February 01-03, 2018 

Organizers: James Dorson (Freie Universität Berlin), Florian Sedlmeier (Freie Universität Berlin/UCLA), MaryAnn Snyder-Körber (Julius-Maximilians-Universität Würzburg), Birte Wege (Freie Universität Berlin) 

The “culture of fact” is over. Ours is instead an age of “data” and the “post-factual.” With the rise of “data,” analysis has been outsourced to machines. Simultaneously, social media filtering has worn down older understandings of facts not only in the original sense of act or deed (factum). The further evidentiary function of the fact as that which can be observed, verified, and thereby serve to determine “truth” in legal, scientific, and, not least, political discourse has suffered yet more intensive erosion. 

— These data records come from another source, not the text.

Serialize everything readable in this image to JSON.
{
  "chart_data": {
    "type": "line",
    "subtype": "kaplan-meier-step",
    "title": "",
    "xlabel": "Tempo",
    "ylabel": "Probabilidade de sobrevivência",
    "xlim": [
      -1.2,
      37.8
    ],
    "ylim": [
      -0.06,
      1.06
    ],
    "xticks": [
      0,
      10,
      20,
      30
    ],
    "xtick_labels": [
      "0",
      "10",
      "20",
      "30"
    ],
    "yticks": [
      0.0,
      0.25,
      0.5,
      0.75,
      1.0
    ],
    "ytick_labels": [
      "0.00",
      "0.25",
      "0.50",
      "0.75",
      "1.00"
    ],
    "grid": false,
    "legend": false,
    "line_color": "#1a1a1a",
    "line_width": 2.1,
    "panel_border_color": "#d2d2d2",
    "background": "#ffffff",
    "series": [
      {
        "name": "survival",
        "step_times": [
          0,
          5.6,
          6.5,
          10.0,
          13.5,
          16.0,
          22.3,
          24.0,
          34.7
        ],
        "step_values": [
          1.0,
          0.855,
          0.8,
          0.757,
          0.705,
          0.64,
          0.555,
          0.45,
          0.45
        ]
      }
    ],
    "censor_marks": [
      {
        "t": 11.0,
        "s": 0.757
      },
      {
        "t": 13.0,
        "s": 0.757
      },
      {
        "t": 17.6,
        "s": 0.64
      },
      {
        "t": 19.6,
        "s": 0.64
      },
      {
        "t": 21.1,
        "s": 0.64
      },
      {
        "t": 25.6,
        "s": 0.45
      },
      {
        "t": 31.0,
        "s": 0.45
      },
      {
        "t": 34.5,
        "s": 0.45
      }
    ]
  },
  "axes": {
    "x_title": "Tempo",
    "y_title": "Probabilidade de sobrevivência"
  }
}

The international and interdisciplinary conference "Exemplary Singularity: Fault Lines of the Anecdotal // Exemplarische Singularität: Bruchlinien des Anekdotischen"proceeds from the conviction that this cultural situation compels renewed consideration of the anecdote as a narrative form whose deployment of the “singular” in the service of demonstrating the “exemplary” finds itself at the center of now current controversies as well as longer-standing negotiations of knowledge frameworks in modernity. At the present juncture, the human-focused scale of the anecdote challenges the preeminence of “big data” overview as much as the association with “secret history” places the anecdote in co-extensive proximity to rumor, conspiracy, and the mechanisms of a so-called “post-truth” politics. In the broader view, the history of the anecdote as a literary form and the anecdotal as a mode of critical and historical inquiry holds similar promise for illuminating the convergences as well as fault lines cutting across modern practices of knowledge production. 

We thank the Deutsche Forschungsgemeinschaft, The Center for International Cooperation of the Freie Universität Berlin, and the Graduate School of North American Studies for their sponsorship.